KNOW WHERE YOU STAND

Gino Strada,
surgeon and founder of EMERGENCY

(text written on 3 August 2021)

Afghanistan is in the headlines now that the withdrawal of international troops from one of the most strategically important corners of Asia has been announced.

For the benefit of those who do not remember, it may be worth casting our minds back to how this war started. In its resolution number 1368, approved the day after the attack on the Twin Towers in New York, the UN Security Council declared its ‘readiness to take all necessary steps to respond to the terrorist attacks of 11 September 2001, and to combat all forms of terrorism, in accordance with its responsibilities under the Charter of the UN.’ The UN called on all states ‘to bring to justice the perpetrators, organizers and sponsors’ of the attack. The resolution was ignored. The Council – the only international body with the right to resort to force – was not given the time to do anything.

The United States ignored the Council’s resolution and went ahead with a military plan of its own (and therefore in total violation of international law), as the decision to attack and occupy Afghanistan had already been taken back in autumn 2000, by the Clinton administration.

On 7 October 2001 the US Air Force began aerial bombardment. Officially, Afghanistan was attacked for giving support and succour to Osama Bin Laden’s war against the US. The War on Terror thus became in practice a war to destroy the regime of the Taliban, who had held sway since September 1996, and who had previously, for at least two years, been cosied up to by the Americans in the hope of a treaty. The regime in Kabul was granted formal recognition and financial support in exchange for control of future oil and gas lines by American multinationals. The pipes would run from Central Asia to meet the sea in Pakistan; Pakistan, which had given life to, armed and funded Taliban groups since 1994.

This stage was set for full-scale aggression against a whole country, in pursuit of a terrorist group.

Three months into 2002, the slaughter in Kabul and its environs alone had already claimed more civilians than were killed in New York. The places, the dates and the names of victims have been collected meticulously by Mark Harold, a professor at the University of New Hampshire. The information is less clear about the victims of the months and years that followed. Brown University’s ‘Costs of War’ documents approximately 241,000 people killed and hundreds of thousands more dead from starvation, disease and lack of essential services. In the past decade alone, the UN Assistance Mission in Afghanistan (UNAMA) has recorded the killing of 8,099 children and the wounding of 19,085, numbers which are certainly underestimates.

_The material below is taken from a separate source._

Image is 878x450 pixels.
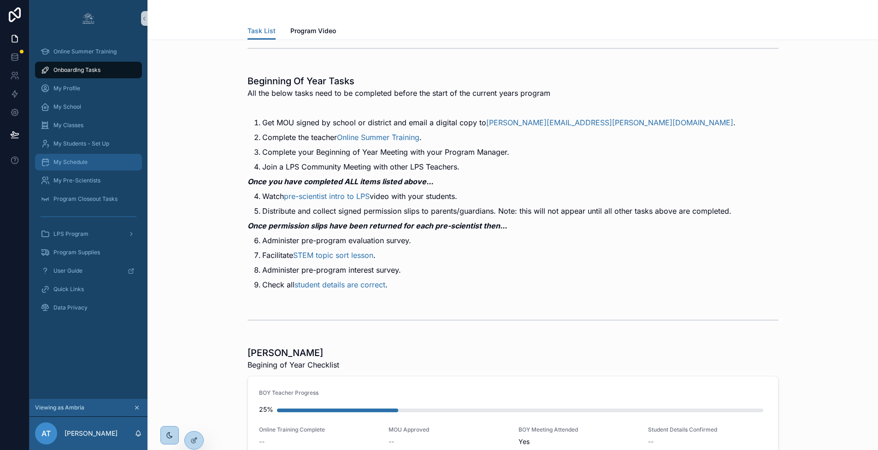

© Riccardo Venturi/Contrasto

I first met with war in Afghanistan in 1989, as a surgeon at the Red Cross hospital in Quetta. That was my first encounter with the Afghan people, who had been devastated by landmines and fighting between their pro-Soviet government and the mujahideen. There were farmers wounded while tending their crops, market sellers hit by bombs in the bazaar, women and children injured in their houses.

I came back in 1999 with EMERGENCY. We had already opened a hospital in the Panjshir valley, an area then controlled by General Massoud. In spring 2001 we opened a second, in Kabul, then a third in Lashkar-Gah, Helmand province, in 2004. In each of these hospitals I operated on men, women and children of all ages. In Afghanistan, as in every war that I have seen with my own eyes, nine in ten victims are always civilians. I lived in Afghanistan for seven years all told. I saw the wounding and the violence rise year after year, as corruption and insecurity gradually devoured the country.

20 years ago we were already saying this war would be a disaster for all. Now the results of the aggression are irrefutable; it has been a failure in every respect. With more than 241,000 victims and almost 5 million refugees, including both migrants and IDPs, today Afghanistan is a country walking into civil war. The international troops have been defeated and their authority and very presence are even weaker than they were in 2001. It is a country destroyed. So many of its people choose to flee, even if it means going through hell to get to Europe.

To fund all this, the United States has spent a total of 2 trillion dollars. An approximate but plausible estimate puts the average yearly cost of keeping an American soldier stationed in the country at 1 million dollars. As always, the big arms dealers – of which Lockheed Martin, Northrop Grumman and Boeing are only the biggest three – are very thankful; they are the ones making a profit out of this war.

EMERGENCY, meanwhile, has spent about 120 million euros in its over 20 years in Afghanistan. This money has come from individuals, institutions and, in the last few years, the Afghan government. We have used it to treat more than 7.5 million people, train new doctors and other medical workers, and given jobs to about 2,500 Afghans. All at roughly the cost of keeping a small contingent of soldiers in the country for a year. As always in life, you have to know where you stand.